As referenced in my comment to Rec. https://github.com/FAIR-Data-EG/Action-Plan/issues/3 particularly the example on @Scholix and in line with @eefkesmit ‘s comment above publishers must be included as components of the FAIR ecosystem.
SSI position:
Data Management Plans should be extended to include other linked research outputs and artefacts and be machine readable / actionable. There should also be greater clarity around other identifiers, including identifiers for people (do ORCIDs currently work when a creator is not directly employed in a research position?), organisations and projects.
I found interesting all comments.
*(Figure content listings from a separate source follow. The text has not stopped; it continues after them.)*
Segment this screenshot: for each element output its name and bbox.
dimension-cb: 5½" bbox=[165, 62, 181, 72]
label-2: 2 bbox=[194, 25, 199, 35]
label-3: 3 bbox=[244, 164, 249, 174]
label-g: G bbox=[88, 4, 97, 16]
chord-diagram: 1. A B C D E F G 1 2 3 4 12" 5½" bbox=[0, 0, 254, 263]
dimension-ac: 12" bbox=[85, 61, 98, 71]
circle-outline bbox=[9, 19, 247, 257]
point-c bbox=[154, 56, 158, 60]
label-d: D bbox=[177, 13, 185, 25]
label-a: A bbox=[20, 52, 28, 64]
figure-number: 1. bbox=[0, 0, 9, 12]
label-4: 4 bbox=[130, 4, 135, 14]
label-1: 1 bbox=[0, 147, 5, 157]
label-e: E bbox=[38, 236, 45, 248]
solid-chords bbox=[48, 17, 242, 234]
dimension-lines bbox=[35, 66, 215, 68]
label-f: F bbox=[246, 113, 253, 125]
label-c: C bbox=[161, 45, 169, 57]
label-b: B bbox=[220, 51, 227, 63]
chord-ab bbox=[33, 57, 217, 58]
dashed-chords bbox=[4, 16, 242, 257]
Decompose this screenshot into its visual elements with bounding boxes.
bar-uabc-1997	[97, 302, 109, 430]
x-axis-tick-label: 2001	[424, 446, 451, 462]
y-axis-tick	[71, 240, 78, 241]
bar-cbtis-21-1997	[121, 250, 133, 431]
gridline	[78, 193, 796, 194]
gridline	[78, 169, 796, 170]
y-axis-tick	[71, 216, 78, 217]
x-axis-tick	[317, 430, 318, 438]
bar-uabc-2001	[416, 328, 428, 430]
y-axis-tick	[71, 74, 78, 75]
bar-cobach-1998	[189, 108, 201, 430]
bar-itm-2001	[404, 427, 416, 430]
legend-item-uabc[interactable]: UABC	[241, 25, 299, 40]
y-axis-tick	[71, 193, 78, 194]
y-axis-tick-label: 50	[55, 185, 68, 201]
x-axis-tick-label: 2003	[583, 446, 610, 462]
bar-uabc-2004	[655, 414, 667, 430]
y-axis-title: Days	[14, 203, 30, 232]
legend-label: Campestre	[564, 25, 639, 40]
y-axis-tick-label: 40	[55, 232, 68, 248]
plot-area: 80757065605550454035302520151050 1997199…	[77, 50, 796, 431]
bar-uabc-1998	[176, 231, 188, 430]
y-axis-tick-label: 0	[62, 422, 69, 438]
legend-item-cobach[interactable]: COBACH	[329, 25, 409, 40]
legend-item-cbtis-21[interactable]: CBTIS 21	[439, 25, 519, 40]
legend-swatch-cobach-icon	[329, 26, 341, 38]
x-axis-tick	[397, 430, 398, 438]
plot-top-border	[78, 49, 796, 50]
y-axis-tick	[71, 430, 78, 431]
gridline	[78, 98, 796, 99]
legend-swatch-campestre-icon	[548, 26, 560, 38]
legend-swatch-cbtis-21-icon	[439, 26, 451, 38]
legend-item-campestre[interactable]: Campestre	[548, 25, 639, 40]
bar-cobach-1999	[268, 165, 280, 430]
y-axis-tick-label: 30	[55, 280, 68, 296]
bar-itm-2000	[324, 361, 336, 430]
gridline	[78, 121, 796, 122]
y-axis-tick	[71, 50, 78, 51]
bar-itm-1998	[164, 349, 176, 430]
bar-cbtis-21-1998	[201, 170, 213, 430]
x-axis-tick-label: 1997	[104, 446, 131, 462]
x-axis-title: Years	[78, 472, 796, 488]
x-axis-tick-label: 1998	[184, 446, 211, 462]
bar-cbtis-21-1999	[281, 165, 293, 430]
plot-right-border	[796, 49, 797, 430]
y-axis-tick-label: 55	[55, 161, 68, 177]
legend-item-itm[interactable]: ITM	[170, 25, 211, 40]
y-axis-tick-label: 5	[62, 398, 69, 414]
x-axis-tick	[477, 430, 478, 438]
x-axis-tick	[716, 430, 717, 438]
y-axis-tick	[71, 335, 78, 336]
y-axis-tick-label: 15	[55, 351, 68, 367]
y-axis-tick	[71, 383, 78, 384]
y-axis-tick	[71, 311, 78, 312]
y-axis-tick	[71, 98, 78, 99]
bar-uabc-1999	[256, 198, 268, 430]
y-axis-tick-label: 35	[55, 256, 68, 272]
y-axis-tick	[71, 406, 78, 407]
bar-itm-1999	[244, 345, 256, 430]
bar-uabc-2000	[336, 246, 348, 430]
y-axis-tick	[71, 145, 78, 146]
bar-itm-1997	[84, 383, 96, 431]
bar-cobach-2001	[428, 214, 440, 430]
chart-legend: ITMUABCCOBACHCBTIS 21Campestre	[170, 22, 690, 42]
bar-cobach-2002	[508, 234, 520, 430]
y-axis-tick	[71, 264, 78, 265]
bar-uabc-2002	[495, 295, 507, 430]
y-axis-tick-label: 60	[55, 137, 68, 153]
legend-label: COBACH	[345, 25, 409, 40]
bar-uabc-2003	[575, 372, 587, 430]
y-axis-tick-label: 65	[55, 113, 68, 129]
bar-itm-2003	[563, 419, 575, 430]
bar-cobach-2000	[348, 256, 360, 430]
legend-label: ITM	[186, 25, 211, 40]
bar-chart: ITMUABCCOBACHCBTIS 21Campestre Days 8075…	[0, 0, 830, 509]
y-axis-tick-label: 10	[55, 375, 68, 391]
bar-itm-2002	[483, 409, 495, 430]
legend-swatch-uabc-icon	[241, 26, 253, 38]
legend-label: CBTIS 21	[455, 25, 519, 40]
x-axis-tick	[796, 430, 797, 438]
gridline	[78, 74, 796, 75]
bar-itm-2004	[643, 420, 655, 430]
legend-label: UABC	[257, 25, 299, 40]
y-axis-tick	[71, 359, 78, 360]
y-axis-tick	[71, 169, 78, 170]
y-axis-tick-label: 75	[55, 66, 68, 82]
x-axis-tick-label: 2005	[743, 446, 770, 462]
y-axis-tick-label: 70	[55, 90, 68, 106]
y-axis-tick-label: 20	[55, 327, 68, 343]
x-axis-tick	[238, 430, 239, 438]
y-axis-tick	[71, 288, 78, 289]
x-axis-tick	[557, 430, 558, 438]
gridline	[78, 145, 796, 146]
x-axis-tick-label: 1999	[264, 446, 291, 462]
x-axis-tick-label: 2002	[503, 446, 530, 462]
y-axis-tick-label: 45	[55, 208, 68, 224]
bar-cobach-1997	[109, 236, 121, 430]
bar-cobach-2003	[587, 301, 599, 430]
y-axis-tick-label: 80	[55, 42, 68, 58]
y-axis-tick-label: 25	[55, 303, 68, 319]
Implementation is challenging but it is crucial also when machine and human level must be managed creating Digital Objects.
euroCRIS position:
At both institutional and national levels, CRIS/RIM (research information) systems are being used to complement, and in some cases act as, data repositories. As noted in the response to rec. 3, these systems contain rich information regarding the landscape in which research data is generated and published, though interlinked metadata relating to e.g. projects and publications. Increasingly these systems are being made interoperable with each other and with parallel infrastructure e.g. OpenAire, though the use of the CERIF standard. Our belief is that the FAIRness of the EOSC could be taken to another level should it be complemented by an underlying interoperable research information infrastructure, including elements relevant for finding, accessing, interpreting and reusing data. One first step may be using these systems as an early core of interoperable data registries.
DARIAH-ERIC position: We strongly support the idea of establishing registries cataloguing each component of the FAIR ecosystem to make these services visible and searchable. To fulfil the need for humanities-dedicated repository selector service and help researchers in humanities to identify suitable research data repositories for the deposit of their research data, a prototype model, the Data Deposit Recommendation Service (DDRS) has been developed within the Humanities at Scale project, an offspring of the humanities specific research infrastructure DARIAH.
On the other hand, however, fulfilling the requirement of machine actionable DMPs may not always be feasible in the hybrid disciplinary environment of humanities where automated and manual workflows and practices are still co-present. For the same reason, a fully automated workflow between each component of the ecosystem might be quite challenging.
The realisation of FAIR data relies on, at minimum, the following essential components: policies, DMPs, identifiers, standards and repositories. There need to be registries cataloguing each component of the ecosystem and automated workflows between them.
Registries need to be developed and implemented for all of the FAIR components and in such a way that they know of each other’s existence and interact. Work should begin by enhancing existing registries for policies, standards and repositories to make these comprehensive, and initiate registries for DMPs and identifiers. Stakeholders: Data services; Standards bodies; Global coordination fora.
By default, the FAIR ecosystem as a whole and individual components should work for humans and for machines. Policies and DMPs should be machine-readable and actionable. Stakeholders: Data services; Global coordination fora; Policymakers.
The infrastructure components that are essential in specific contexts and fields, or for particular parts of research activity, should be clearly defined. Stakeholders: Research communities; Data stewards; Global coordination fora.
Testbeds need to be used to continually evaluate, evolve, and innovate the ecosystem. Stakeholders: Data services; Data stewards.